Institution: Do not apply the operational thinking from the first term of the “Understand King” to deal with the market changes in the second term.

President Trump’s erratic attitude towards his signature tariffs sent the US stock market tumbling last week. Investors trying to adjust their stock portfolios to cope with the ongoing uncertainty found that the coping strategies from Trump’s first term were almost of no use.

As soon as the “Know-It-All” took office for his second term, he promised to impose hefty tariffs on trading partners, but then quickly changed his mind, either postponing or completely cancelling them. Everything else changed as well.

Firstly, the tariffs he proposed will affect a broader range of goods than in his first term. But more importantly, investors are in a completely different mode. Volatility is higher. The S&P 500 index is in a hot upward trend, having risen by 53% in total in 2023 and 2024, and pushing valuations to bull market highs. In contrast, in 2017, the S&P index rose by only 8.7% in total over the past two years.

For Tim Hayes, chief global investment strategist at Ned Davis Research, this means taking a defensive approach to the allocation of risky assets. He said, “If tariffs trigger a trade war, leading to rising bond yields, a deteriorating macro environment, and investors pulling out of the technology sector and the US market as a whole,” the firm’s investment model might call for a reduction in stock allocation.

This cautious attitude highlights that the macro environment has also changed. Inflation rates are getting higher and higher. Interest rates are much higher. The federal deficit is more of a headache than it was eight years ago. In short, although the economy is developing steadily, the background of the stock market is more severe.

Todd Sohn, ETF and technical strategist at Strategas Securities LLC, said: “In the third year of a bull market, we are in an environment of high expectations, while in 2017 we were just emerging from a bear market.”

According to data compiled by Mislav Matejka, the global head of equity strategy at JPMorgan Chase, asset managers’ exposure to stock futures is currently above 40 percentage points. In 2017, this ratio was below 10 percentage points. This indicates that investors have less money to buy stocks in the coming months than they did when Trump first took office.

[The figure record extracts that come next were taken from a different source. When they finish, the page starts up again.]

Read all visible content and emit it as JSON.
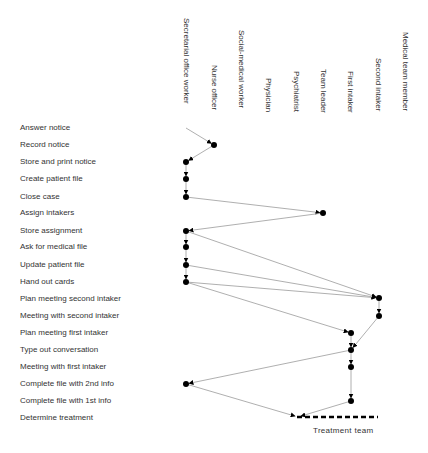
{
  "columns": [
    {
      "label": "Secretarial office worker",
      "x": 186,
      "top": 18
    },
    {
      "label": "Nurse officer",
      "x": 214,
      "top": 65
    },
    {
      "label": "Social-medical worker",
      "x": 241,
      "top": 30
    },
    {
      "label": "Physician",
      "x": 268,
      "top": 78
    },
    {
      "label": "Psychiatrist",
      "x": 296,
      "top": 71
    },
    {
      "label": "Team leader",
      "x": 323,
      "top": 69
    },
    {
      "label": "First intaker",
      "x": 350,
      "top": 71
    },
    {
      "label": "Second intaker",
      "x": 378,
      "top": 58
    },
    {
      "label": "Medical team member",
      "x": 405,
      "top": 32
    }
  ],
  "rows": [
    {
      "label": "Answer notice",
      "y": 128
    },
    {
      "label": "Record notice",
      "y": 145
    },
    {
      "label": "Store and print notice",
      "y": 162
    },
    {
      "label": "Create patient file",
      "y": 179
    },
    {
      "label": "Close case",
      "y": 197
    },
    {
      "label": "Assign intakers",
      "y": 213
    },
    {
      "label": "Store assignment",
      "y": 231
    },
    {
      "label": "Ask for medical file",
      "y": 247
    },
    {
      "label": "Update patient file",
      "y": 265
    },
    {
      "label": "Hand out cards",
      "y": 282
    },
    {
      "label": "Plan meeting second intaker",
      "y": 299
    },
    {
      "label": "Meeting with second intaker",
      "y": 316
    },
    {
      "label": "Plan meeting first intaker",
      "y": 333
    },
    {
      "label": "Type out conversation",
      "y": 350
    },
    {
      "label": "Meeting with first intaker",
      "y": 367
    },
    {
      "label": "Complete file with 2nd info",
      "y": 384
    },
    {
      "label": "Complete file with 1st info",
      "y": 401
    },
    {
      "label": "Determine treatment",
      "y": 418
    }
  ],
  "nodes": [
    {
      "row": "Record notice",
      "actor": "Nurse officer",
      "x": 214,
      "y": 145
    },
    {
      "row": "Store and print notice",
      "actor": "Secretarial office worker",
      "x": 186,
      "y": 162
    },
    {
      "row": "Create patient file",
      "actor": "Secretarial office worker",
      "x": 186,
      "y": 179
    },
    {
      "row": "Close case",
      "actor": "Secretarial office worker",
      "x": 186,
      "y": 197
    },
    {
      "row": "Assign intakers",
      "actor": "Team leader",
      "x": 323,
      "y": 213
    },
    {
      "row": "Store assignment",
      "actor": "Secretarial office worker",
      "x": 186,
      "y": 231
    },
    {
      "row": "Ask for medical file",
      "actor": "Secretarial office worker",
      "x": 186,
      "y": 247
    },
    {
      "row": "Update patient file",
      "actor": "Secretarial office worker",
      "x": 186,
      "y": 265
    },
    {
      "row": "Hand out cards",
      "actor": "Secretarial office worker",
      "x": 186,
      "y": 282
    },
    {
      "row": "Plan meeting second intaker",
      "actor": "Second intaker",
      "x": 379,
      "y": 298
    },
    {
      "row": "Meeting with second intaker",
      "actor": "Second intaker",
      "x": 379,
      "y": 316
    },
    {
      "row": "Plan meeting first intaker",
      "actor": "First intaker",
      "x": 351,
      "y": 333
    },
    {
      "row": "Type out conversation",
      "actor": "First intaker",
      "x": 351,
      "y": 350
    },
    {
      "row": "Meeting with first intaker",
      "actor": "First intaker",
      "x": 351,
      "y": 367
    },
    {
      "row": "Complete file with 2nd info",
      "actor": "Secretarial office worker",
      "x": 186,
      "y": 384
    },
    {
      "row": "Complete file with 1st info",
      "actor": "First intaker",
      "x": 351,
      "y": 401
    }
  ],
  "edges": [
    {
      "x1": 186,
      "y1": 128,
      "x2": 214,
      "y2": 145
    },
    {
      "x1": 214,
      "y1": 145,
      "x2": 186,
      "y2": 162
    },
    {
      "x1": 186,
      "y1": 162,
      "x2": 186,
      "y2": 179
    },
    {
      "x1": 186,
      "y1": 179,
      "x2": 186,
      "y2": 197
    },
    {
      "x1": 186,
      "y1": 197,
      "x2": 323,
      "y2": 213
    },
    {
      "x1": 323,
      "y1": 213,
      "x2": 186,
      "y2": 231
    },
    {
      "x1": 186,
      "y1": 231,
      "x2": 186,
      "y2": 247
    },
    {
      "x1": 186,
      "y1": 247,
      "x2": 186,
      "y2": 265
    },
    {
      "x1": 186,
      "y1": 265,
      "x2": 186,
      "y2": 282
    },
    {
      "x1": 186,
      "y1": 231,
      "x2": 379,
      "y2": 298
    },
    {
      "x1": 186,
      "y1": 265,
      "x2": 379,
      "y2": 298
    },
    {
      "x1": 186,
      "y1": 282,
      "x2": 379,
      "y2": 298
    },
    {
      "x1": 186,
      "y1": 282,
      "x2": 351,
      "y2": 333
    },
    {
      "x1": 379,
      "y1": 298,
      "x2": 379,
      "y2": 316
    },
    {
      "x1": 379,
      "y1": 316,
      "x2": 351,
      "y2": 350
    },
    {
      "x1": 351,
      "y1": 333,
      "x2": 351,
      "y2": 350
    },
    {
      "x1": 351,
      "y1": 350,
      "x2": 351,
      "y2": 367
    },
    {
      "x1": 351,
      "y1": 367,
      "x2": 351,
      "y2": 401
    },
    {
      "x1": 351,
      "y1": 350,
      "x2": 186,
      "y2": 384
    },
    {
      "x1": 186,
      "y1": 384,
      "x2": 298,
      "y2": 417
    },
    {
      "x1": 351,
      "y1": 401,
      "x2": 298,
      "y2": 417
    }
  ],
  "treatment_team": {
    "label": "Treatment team",
    "x1": 297,
    "x2": 378,
    "y": 417,
    "label_x": 313,
    "label_y": 426
  },
  "colors": {
    "text": "#333333",
    "edge": "#9a9a9a",
    "node": "#000000"
  }
}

One thing is certain: investor expectations for the stock market have never been so high at the start of a presidential term. Charlie Bilello, chief market strategist at Creative Planning, said that at the end of January, the cyclically adjusted price-to-earnings ratio (commonly known as the CAPE ratio) was close to 38, which is at an “extremely high” level.

He added: “Historically, this means that stock returns over the next 10 years will be below average.”

The position situation is similar. The equity risk premium (ERP) of US stocks – an indicator measuring the difference in expected returns between stocks and bonds – has dropped to a negative value, a situation that has not occurred since the early 2000s. Whether this is a negative indicator for stock prices depends on the economic cycle. A lower figure can be seen as a sign that corporate profits will rise. Or, it may mean that stocks have risen too fast, far exceeding their actual value.

However, so far, the fourth-quarter earnings season has shown an unsettling trend. Fewer and fewer US companies have beaten earnings expectations, tariff negotiations have dominated earnings calls, and the outlook for 2025 has already begun to take a hit.

Shares of Ford Motor Company and General Motors plunged after they released their financial reports, as people were concerned about how these tariffs would affect this year’s earnings. Industrial giant Caterpillar, seen as a bellwether for trade tensions, warned that revenue would decline under demand pressure – and that the price hikes of its high-priced equipment would only make the situation worse.

Meanwhile, some investors are scouring the stock market for niches with less valuation bubbles and more favorable historical patterns. Scott Welch, chief investment officer of Certuity, is reallocating funds to a forgotten corner of the market that typically shines when the Federal Reserve cuts interest rates: mid-cap stocks.

“The pricing of the big tech stocks is perfect, so it doesn’t take much to cause a shock,” Welch said in an interview. “They have rebounded because they have strong earnings and cash flow. But nothing is eternal.”

Large-scale macro risks such as Trump’s tariffs often lead to overall fluctuations in the stock market. In fact, at the end of 2018, when the trade tensions between China and the United States intensified and the direction of the Federal Reserve’s interest rate policy put broad pressure on the stock market, stock prices became highly correlated. At that time, the Cboe’s three-month implied correlation index soared, and the S&P 500 index recorded its biggest annual decline since the global financial crisis.